Equifax Canada uses a 300-900 scale. TransUnion Canada uses a 300-850 scale. Both bureaus use slightly different scoring models which is why your score may differ between them. Auto lenders typically pull from both bureaus and use the stronger of the two. The category thresholds (poor, fair, good, excellent) apply to each bureau's respective scale.
Will applying for a car loan hurt my credit score?
A single hard inquiry from a car loan application typically reduces your score by 5-10 points temporarily. Multiple inquiries within a 14-45 day window are usually treated as one inquiry by the scoring models, so shopping around is safer than it sounds. The impact is minor and temporary compared to the score-building benefit of making regular on-time payments.
How quickly can a car loan raise my credit score?
Most people see meaningful improvement within 6-12 months of consistent on-time payments. The reporting cycle matters: payments are reported monthly, and credit bureaus update scores typically within 30-60 days of each report. The biggest jump usually comes when your payment history pattern becomes statistically significant — around 6 months of clean data.
Does a higher down payment offset a low credit score?
Yes, significantly. A larger down payment reduces the lender's risk exposure, which often unlocks approval at lower credit scores. Ten to twenty percent down can move you from declined to approved with some lenders, and from a higher rate tier to a lower one with others.
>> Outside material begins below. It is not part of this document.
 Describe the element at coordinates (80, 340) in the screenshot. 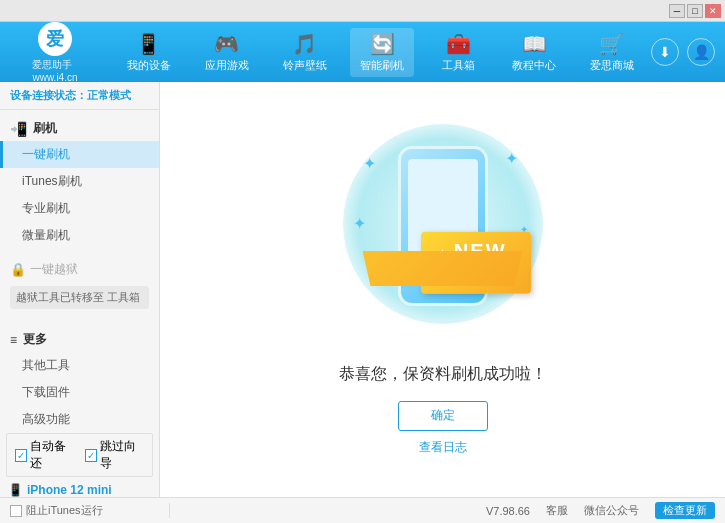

It also reduces your monthly payment, which improves your debt-to-income ratio — another factor lenders evaluate.
My score improved since my last application. Should I apply again?
Yes. Even a 30-50 point improvement can change which lenders will approve you and at what rate. Credit score thresholds in auto lending are real — moving from 579 to 610 can mean the difference between one lender pool and a much larger one. If six months or more have passed and you have been making on-time payments, reapplying is worth doing.